GERMANY
MOSEL
Winery
Volcanism in Germany is a complex tale of rift zones, trenches, and hot spots, spanning some 400 million years. There are five main areas that touch wine-growing regions: The Eifel Volcanic Field (Ahr and Mittelrhein), The Wittlischer Senke (Mosel) and Saar-Nahe Senke (Nahe and Rheinhessen), the Upper Rhine Graben (Pfalz) and the Kaiserstuhl Volcanic Complex (Baden). Although relatively close in space, millions of years separate the geological activity that gave rise to the volcanic bedrock found in each area, running the full technicolour range from basalts to porphyry, trachyte and rhyolites.
Volcanics in the Mosel are among Germany’s oldest, nearly 300 million years old infact. The meandering Mosel River loops northward at the village of Ürzig into the Wittlischer Senke, a shallow depression, like a trough on the earth’s surface named after the village of Wittlisch. The trough marks where the earth was pulled apart along a fault, causing a section of crust to sink. Fissures along the edges allowed underlying magma to spill out onto the surface forming silica rich lavas, rhyolites, tuff, and ignimbrite.
Ürzig is the only Mosel wine-growing village on the rift line, and the spectacular amphitheatre-shaped, ludicrously steep Würzgarten is the only vineyard where volcanic flow mixes with older Devonian slate and sandstone to form blazing red, iron-rich soils. The Ürziger Würzgarten (spice garden of Ürzig) is a ‘‘grosses gewächs’’; planted only to ungrafted Riesling, distinguished from other Mosel Riesling by its typically deeper colour and exotic flavours of mango, peach/apricot, honey, smoke, and spice.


Work required:
Every entry must be set down exactly in the answer; no pictures should appear.

(Excerpts from an interface dataset)
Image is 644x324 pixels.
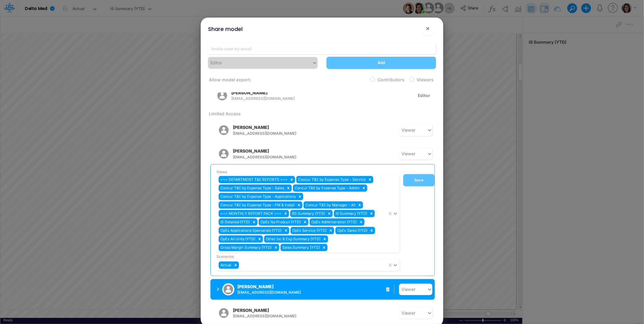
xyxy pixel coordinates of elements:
label: Contributors [378,77,405,83]
button: rounded user avatar[PERSON_NAME][EMAIL_ADDRESS][DOMAIN_NAME] [211,146,302,162]
p: [PERSON_NAME] [233,124,269,131]
span: [EMAIL_ADDRESS][DOMAIN_NAME] [233,131,328,136]
span: Limited Access [208,111,241,116]
div: === DEPARTMENT T&E REPORTS === [218,176,288,183]
p: [PERSON_NAME] [233,148,269,154]
p: [PERSON_NAME] [231,89,267,96]
div: OpEx Service (YTD) [291,227,327,235]
p: [PERSON_NAME] [238,284,273,289]
span: × [426,24,430,32]
span: [EMAIL_ADDRESS][DOMAIN_NAME] [233,154,328,160]
div: Share model [208,24,243,33]
div: Concur T&E by Manager - All [303,202,357,208]
img: rounded user avatar [223,284,234,295]
span: Editor [418,92,430,99]
label: Viewers [416,77,433,83]
div: Concur T&E by Expense Type - Applications [218,193,297,200]
img: rounded user avatar [216,89,228,101]
button: Close [421,21,435,35]
div: IS Detailed (YTD) [218,219,250,226]
button: rounded user avatar[PERSON_NAME][EMAIL_ADDRESS][DOMAIN_NAME] [211,122,302,138]
div: OpEx Sales (YTD) [335,227,368,235]
span: Scenarios [216,254,400,260]
div: Viewer [401,286,416,293]
div: === MONTHLY REPORT PACK === [218,210,282,218]
div: Concur T&E by Expense Type - PM & Install [218,202,296,208]
span: [EMAIL_ADDRESS][DOMAIN_NAME] [238,289,333,295]
div: OpEx No Product (YTD) [259,219,302,226]
img: rounded user avatar [217,307,230,319]
div: Actual [218,262,233,269]
div: OpEx All Units (YTD) [218,235,256,243]
div: IS Summary (YTD) [334,210,368,218]
div: Concur T&E by Expense Type - Sales [218,185,285,192]
img: rounded user avatar [217,148,230,160]
div: Gross Margin Summary (YTD) [218,244,272,251]
div: Concur T&E by Expense Type - Service [296,176,367,183]
label: Allow model export: [208,77,251,83]
span: [EMAIL_ADDRESS][DOMAIN_NAME] [233,314,328,319]
button: rounded user avatar[PERSON_NAME][EMAIL_ADDRESS][DOMAIN_NAME] [211,305,302,321]
input: Invite user by email [208,43,436,54]
div: Concur T&E by Expense Type - Admin [292,185,361,192]
button: rounded user avatar[PERSON_NAME][EMAIL_ADDRESS][DOMAIN_NAME] [211,282,307,297]
div: Viewer [401,150,416,157]
div: Other Inc & Exp Summary (YTD) [264,235,321,243]
div: BS Summary (YTD) [290,210,326,218]
img: rounded user avatar [217,124,230,136]
div: Viewer [401,310,416,316]
div: OpEx Applications Specialists (YTD) [218,227,282,235]
p: [PERSON_NAME] [233,307,269,314]
span: Views [216,170,400,175]
div: OpEx Administration (YTD) [309,219,357,226]
span: [EMAIL_ADDRESS][DOMAIN_NAME] [231,96,295,101]
div: Sales Summary (YTD) [281,244,321,251]
div: Viewer [401,127,416,133]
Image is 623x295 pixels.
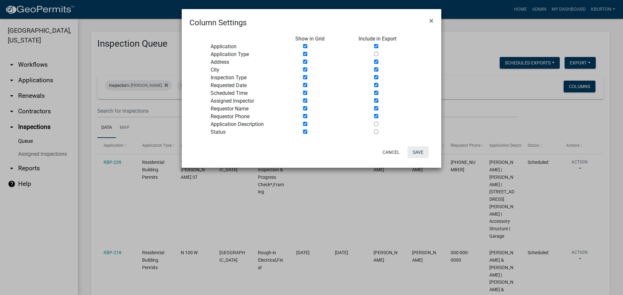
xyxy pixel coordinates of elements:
[206,58,290,66] div: Address
[206,121,290,128] div: Application Description
[206,66,290,74] div: City
[407,147,428,158] button: Save
[206,90,290,97] div: Scheduled Time
[206,43,290,51] div: Application
[429,16,433,25] span: ×
[206,82,290,90] div: Requested Date
[353,35,417,43] div: Include in Export
[206,105,290,113] div: Requestor Name
[206,128,290,136] div: Status
[206,113,290,121] div: Requestor Phone
[206,74,290,82] div: Inspection Type
[424,12,438,30] button: Close
[290,35,354,43] div: Show in Grid
[377,147,405,158] button: Cancel
[206,97,290,105] div: Assigned Inspector
[206,51,290,58] div: Application Type
[189,17,246,29] h4: Column Settings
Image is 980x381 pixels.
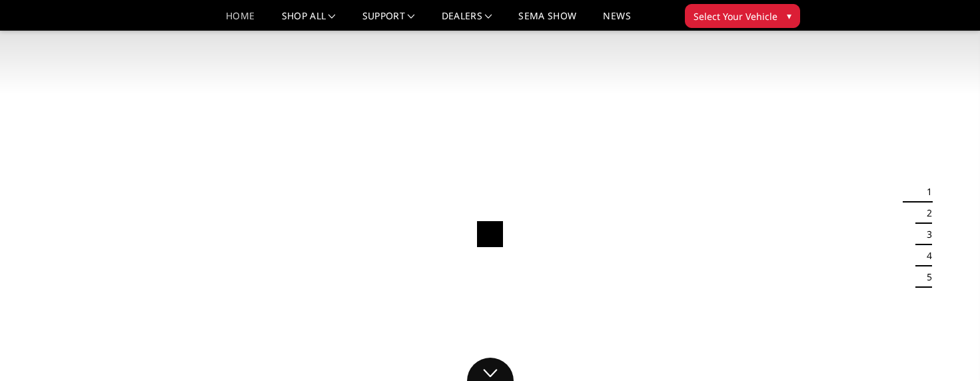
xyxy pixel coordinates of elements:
[442,11,492,31] a: Dealers
[363,11,415,31] a: Support
[919,182,932,203] button: 1 of 5
[693,9,777,24] span: Select Your Vehicle
[282,11,336,31] a: shop all
[684,4,800,28] button: Select Your Vehicle
[919,203,932,224] button: 2 of 5
[919,245,932,267] button: 4 of 5
[225,11,255,31] a: Home
[786,9,791,23] span: ▾
[603,11,630,31] a: News
[518,11,576,31] a: SEMA Show
[467,358,514,381] a: Click to Down
[919,267,932,288] button: 5 of 5
[919,224,932,245] button: 3 of 5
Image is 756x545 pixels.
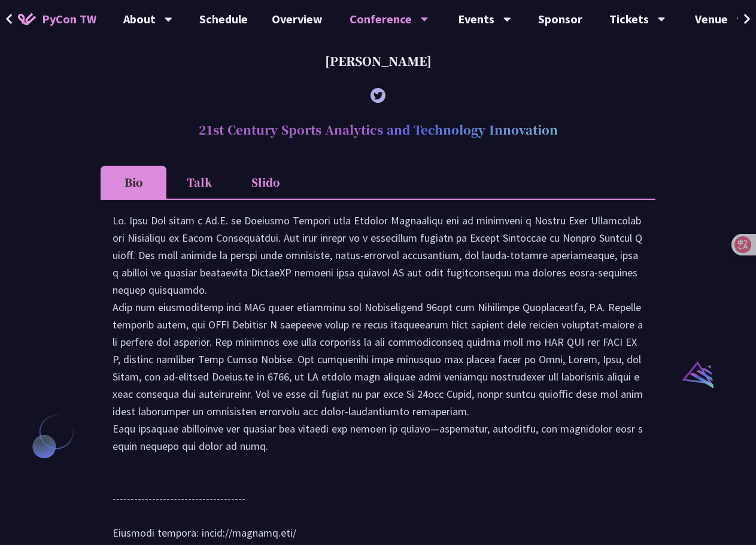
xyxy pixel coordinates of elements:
[101,112,655,148] h2: 21st Century Sports Analytics and Technology Innovation
[166,166,232,199] li: Talk
[6,4,108,34] a: PyCon TW
[101,43,655,79] div: [PERSON_NAME]
[42,10,96,28] span: PyCon TW
[101,166,166,199] li: Bio
[232,166,298,199] li: Slido
[18,13,36,25] img: Home icon of PyCon TW 2025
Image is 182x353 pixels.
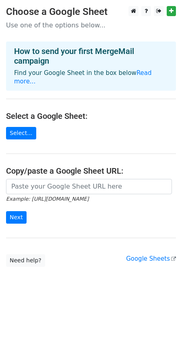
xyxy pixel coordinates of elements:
a: Google Sheets [126,255,176,262]
a: Select... [6,127,36,139]
a: Need help? [6,254,45,267]
small: Example: [URL][DOMAIN_NAME] [6,196,89,202]
h4: How to send your first MergeMail campaign [14,46,168,66]
p: Use one of the options below... [6,21,176,29]
h4: Select a Google Sheet: [6,111,176,121]
p: Find your Google Sheet in the box below [14,69,168,86]
input: Paste your Google Sheet URL here [6,179,172,194]
h3: Choose a Google Sheet [6,6,176,18]
input: Next [6,211,27,224]
a: Read more... [14,69,152,85]
h4: Copy/paste a Google Sheet URL: [6,166,176,176]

Result of the task:
Image is 644x324 pixels.
xyxy pixel coordinates of elements:
label: Contributors [378,77,405,83]
button: rounded user avatar[PERSON_NAME][EMAIL_ADDRESS][DOMAIN_NAME] [211,146,302,162]
p: [PERSON_NAME] [233,124,269,131]
span: [EMAIL_ADDRESS][DOMAIN_NAME] [233,131,328,136]
span: Limited Access [208,111,241,116]
div: === DEPARTMENT T&E REPORTS === [218,176,288,183]
p: [PERSON_NAME] [233,148,269,154]
p: [PERSON_NAME] [231,89,267,96]
div: OpEx Service (YTD) [291,227,327,235]
p: [PERSON_NAME] [238,284,273,289]
span: × [426,24,430,32]
span: [EMAIL_ADDRESS][DOMAIN_NAME] [233,154,328,160]
div: Share model [208,24,243,33]
div: Concur T&E by Manager - All [303,202,357,208]
img: rounded user avatar [223,284,234,295]
span: Editor [418,92,430,99]
label: Viewers [416,77,433,83]
div: Concur T&E by Expense Type - Applications [218,193,297,200]
img: rounded user avatar [216,89,228,101]
button: Close [421,21,435,35]
div: IS Detailed (YTD) [218,219,250,226]
button: rounded user avatar[PERSON_NAME][EMAIL_ADDRESS][DOMAIN_NAME] [211,122,302,138]
div: OpEx Sales (YTD) [335,227,368,235]
span: Scenarios [216,254,400,260]
div: Viewer [401,286,416,293]
div: === MONTHLY REPORT PACK === [218,210,282,218]
div: Concur T&E by Expense Type - PM & Install [218,202,296,208]
span: [EMAIL_ADDRESS][DOMAIN_NAME] [238,289,333,295]
div: OpEx No Product (YTD) [259,219,302,226]
img: rounded user avatar [217,307,230,319]
div: Actual [218,262,233,269]
div: OpEx All Units (YTD) [218,235,256,243]
div: IS Summary (YTD) [334,210,368,218]
div: Concur T&E by Expense Type - Sales [218,185,285,192]
img: rounded user avatar [217,148,230,160]
div: Gross Margin Summary (YTD) [218,244,272,251]
div: Concur T&E by Expense Type - Service [296,176,367,183]
label: Allow model export: [208,77,251,83]
span: [EMAIL_ADDRESS][DOMAIN_NAME] [233,314,328,319]
button: rounded user avatar[PERSON_NAME][EMAIL_ADDRESS][DOMAIN_NAME] [211,305,302,321]
input: Invite user by email [208,43,436,54]
div: Concur T&E by Expense Type - Admin [292,185,361,192]
button: rounded user avatar[PERSON_NAME][EMAIL_ADDRESS][DOMAIN_NAME] [211,282,307,297]
div: Viewer [401,150,416,157]
div: Other Inc & Exp Summary (YTD) [264,235,321,243]
div: BS Summary (YTD) [290,210,326,218]
img: rounded user avatar [217,124,230,136]
div: Viewer [401,310,416,316]
div: OpEx Applications Specialists (YTD) [218,227,282,235]
p: [PERSON_NAME] [233,307,269,314]
span: Views [216,170,400,175]
div: OpEx Administration (YTD) [309,219,357,226]
span: [EMAIL_ADDRESS][DOMAIN_NAME] [231,96,295,101]
div: Sales Summary (YTD) [281,244,321,251]
div: Viewer [401,127,416,133]
Image is 623x295 pixels.
xyxy pixel coordinates of elements:
[206,58,290,66] div: Address
[206,121,290,128] div: Application Description
[206,66,290,74] div: City
[407,147,428,158] button: Save
[206,90,290,97] div: Scheduled Time
[206,43,290,51] div: Application
[429,16,433,25] span: ×
[206,82,290,90] div: Requested Date
[353,35,417,43] div: Include in Export
[206,105,290,113] div: Requestor Name
[206,128,290,136] div: Status
[206,113,290,121] div: Requestor Phone
[206,74,290,82] div: Inspection Type
[424,12,438,30] button: Close
[290,35,354,43] div: Show in Grid
[377,147,405,158] button: Cancel
[206,97,290,105] div: Assigned Inspector
[206,51,290,58] div: Application Type
[189,17,246,29] h4: Column Settings
Image is 980x381 pixels.
xyxy pixel coordinates of elements:
[442,11,492,31] a: Dealers
[363,11,415,31] a: Support
[919,182,932,203] button: 1 of 5
[693,9,777,24] span: Select Your Vehicle
[282,11,336,31] a: shop all
[684,4,800,28] button: Select Your Vehicle
[919,203,932,224] button: 2 of 5
[919,245,932,267] button: 4 of 5
[225,11,255,31] a: Home
[786,9,791,23] span: ▾
[603,11,630,31] a: News
[518,11,576,31] a: SEMA Show
[467,358,514,381] a: Click to Down
[919,267,932,288] button: 5 of 5
[919,224,932,245] button: 3 of 5
Image is 756x545 pixels.
xyxy pixel coordinates of elements:
[101,112,655,148] h2: 21st Century Sports Analytics and Technology Innovation
[166,166,232,199] li: Talk
[6,4,108,34] a: PyCon TW
[101,43,655,79] div: [PERSON_NAME]
[42,10,96,28] span: PyCon TW
[101,166,166,199] li: Bio
[232,166,298,199] li: Slido
[18,13,36,25] img: Home icon of PyCon TW 2025
Image is 182x353 pixels.
xyxy pixel coordinates of elements:
a: Google Sheets [126,255,176,262]
a: Select... [6,127,36,139]
a: Need help? [6,254,45,267]
small: Example: [URL][DOMAIN_NAME] [6,196,89,202]
h4: How to send your first MergeMail campaign [14,46,168,66]
p: Use one of the options below... [6,21,176,29]
h4: Select a Google Sheet: [6,111,176,121]
p: Find your Google Sheet in the box below [14,69,168,86]
input: Paste your Google Sheet URL here [6,179,172,194]
h3: Choose a Google Sheet [6,6,176,18]
input: Next [6,211,27,224]
a: Read more... [14,69,152,85]
h4: Copy/paste a Google Sheet URL: [6,166,176,176]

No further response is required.